The effectiveness of TDD

Published Tue, May 24 2005 23:25 | girishb
Some researchers from North Carolina State University have done a small study on Test-Driven Development and published their results: http://collaboration.csc.ncsu.edu/laurie/Papers/TDDpaperv8.pdf
[Via Jeffry Palermo] Note this was a small study. It was with 24 professional pair programmers. Results: A series of experiments were conducted to examine the TDD practice. Specifically, the following hypotheses were tested and corresponding conclusions were obtained, subject to the limitations of the study:
  1. TDD approach appears to yield code with superior external code quality, as measured by conformance to a set of black box test cases when compared with code developed with a more traditional waterfall-like model practice.
  2. The experiment results showed that TDD developers took more time (16%) than control group developers. However, the variance in the performance of the teams was large and these results are only directional. Additionally, the control group pairs did not primarily write any worthwhile automated test cases (though they were instructed to do so), making the comparison uneven.
  3. On an average, 80% of the professional developers held that TDD was an effective approach and 78% believed the approach improves programmers’ productivity. The survey results are statistically significant.
  4. Qualitatively, this research also found that TDD approach facilitates simpler design and that lack of upfront design is not a hindrance. However, for some, transitioning to the TDD mindset is difficult.
These results need to be viewed within the limitations of the experiments conducted. Further controlled studies on a larger scale in industry and academia could strengthen or disprove these findings.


◆ Exercise details
Across the whole listing, filter for the string "their" and copy every line that has it.

◆ Input

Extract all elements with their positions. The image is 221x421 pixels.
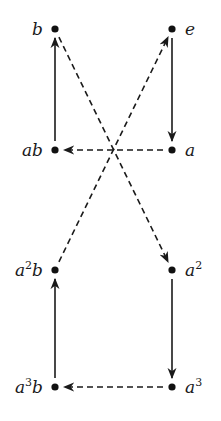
cayley-diagram: beabaa2ba2a3ba3 — [0, 0, 221, 421]
node-a3b — [51, 383, 58, 390]
node-label-e: e — [185, 19, 195, 39]
node-e — [168, 25, 175, 32]
node-label-b: b — [32, 19, 43, 39]
node-label-ab: ab — [22, 140, 43, 160]
node-a3 — [168, 383, 175, 390]
nodes: beabaa2ba2a3ba3 — [15, 19, 202, 397]
node-label-a2b: a2b — [15, 259, 43, 280]
node-label-a3: a3 — [185, 376, 202, 397]
node-a2b — [51, 266, 58, 273]
node-a — [168, 146, 175, 153]
edges — [55, 37, 172, 387]
node-b — [51, 25, 58, 32]
node-label-a: a — [185, 140, 195, 160]
node-a2 — [168, 266, 175, 273]
node-label-a3b: a3b — [15, 376, 43, 397]
node-label-a2: a2 — [185, 259, 202, 280]
node-ab — [51, 146, 58, 153]
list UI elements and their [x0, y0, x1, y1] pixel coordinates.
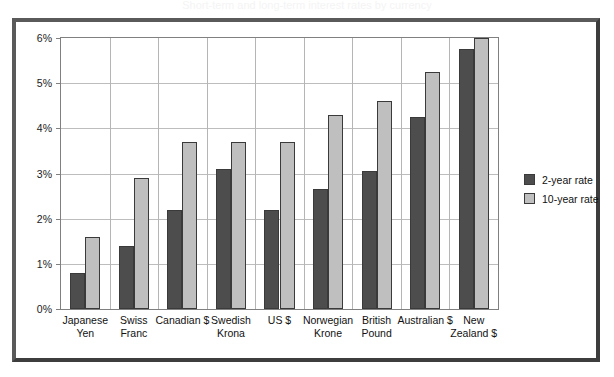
y-axis-tick-label: 0%: [37, 303, 52, 315]
legend-swatch-icon: [524, 174, 535, 185]
category-separator: [304, 38, 305, 309]
legend-label: 10-year rate: [542, 193, 599, 205]
legend-label: 2-year rate: [542, 174, 593, 186]
y-axis-tick: [56, 309, 61, 310]
bar: [328, 115, 343, 309]
chart-plot-container: 0%1%2%3%4%5%6% JapaneseYenSwissFrancCana…: [16, 22, 596, 358]
bar: [410, 117, 425, 309]
y-axis-tick-label: 2%: [37, 213, 52, 225]
bar: [362, 171, 377, 309]
y-axis-tick: [56, 174, 61, 175]
x-axis-category-label: SwissFranc: [120, 314, 147, 340]
plot-area: 0%1%2%3%4%5%6% JapaneseYenSwissFrancCana…: [60, 37, 499, 310]
category-separator: [255, 38, 256, 309]
y-axis-tick-label: 1%: [37, 258, 52, 270]
y-axis-tick-label: 4%: [37, 122, 52, 134]
bar: [119, 246, 134, 309]
y-axis-tick: [56, 264, 61, 265]
bar: [85, 237, 100, 309]
y-axis-tick-label: 3%: [37, 168, 52, 180]
y-axis-tick-label: 6%: [37, 32, 52, 44]
bar: [167, 210, 182, 309]
category-separator: [449, 38, 450, 309]
category-separator: [158, 38, 159, 309]
y-axis-tick: [56, 128, 61, 129]
bar: [264, 210, 279, 309]
x-axis-category-label: JapaneseYen: [62, 314, 108, 340]
x-axis-category-label: US $: [268, 314, 291, 327]
chart-title: Short-term and long-term interest rates …: [0, 0, 614, 11]
bar: [425, 72, 440, 309]
bar: [216, 169, 231, 309]
x-axis-category-label: NorwegianKrone: [303, 314, 353, 340]
legend-swatch-icon: [524, 193, 535, 204]
x-axis-category-label: Australian $: [397, 314, 452, 327]
chart-frame: 0%1%2%3%4%5%6% JapaneseYenSwissFrancCana…: [12, 18, 600, 362]
category-separator: [110, 38, 111, 309]
bar: [377, 101, 392, 309]
bar: [134, 178, 149, 309]
bar: [231, 142, 246, 309]
category-separator: [207, 38, 208, 309]
bar: [313, 189, 328, 309]
chart-legend: 2-year rate10-year rate: [524, 170, 599, 208]
bar: [459, 49, 474, 309]
x-axis-category-label: SwedishKrona: [211, 314, 251, 340]
x-axis-category-label: NewZealand $: [450, 314, 497, 340]
x-axis-category-label: Canadian $: [156, 314, 210, 327]
legend-item[interactable]: 10-year rate: [524, 189, 599, 208]
bar: [280, 142, 295, 309]
bar: [182, 142, 197, 309]
bar: [70, 273, 85, 309]
y-axis-tick: [56, 219, 61, 220]
x-axis-category-label: BritishPound: [361, 314, 391, 340]
y-axis-tick-label: 5%: [37, 77, 52, 89]
legend-item[interactable]: 2-year rate: [524, 170, 599, 189]
category-separator: [352, 38, 353, 309]
category-separator: [401, 38, 402, 309]
bar: [474, 38, 489, 309]
y-axis-tick: [56, 38, 61, 39]
y-axis-tick: [56, 83, 61, 84]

◆ Answer for the task
Extract all elements with their positions. The image is 221x421 pixels.
list UI elements and their [x0, y0, x1, y1] pixel coordinates.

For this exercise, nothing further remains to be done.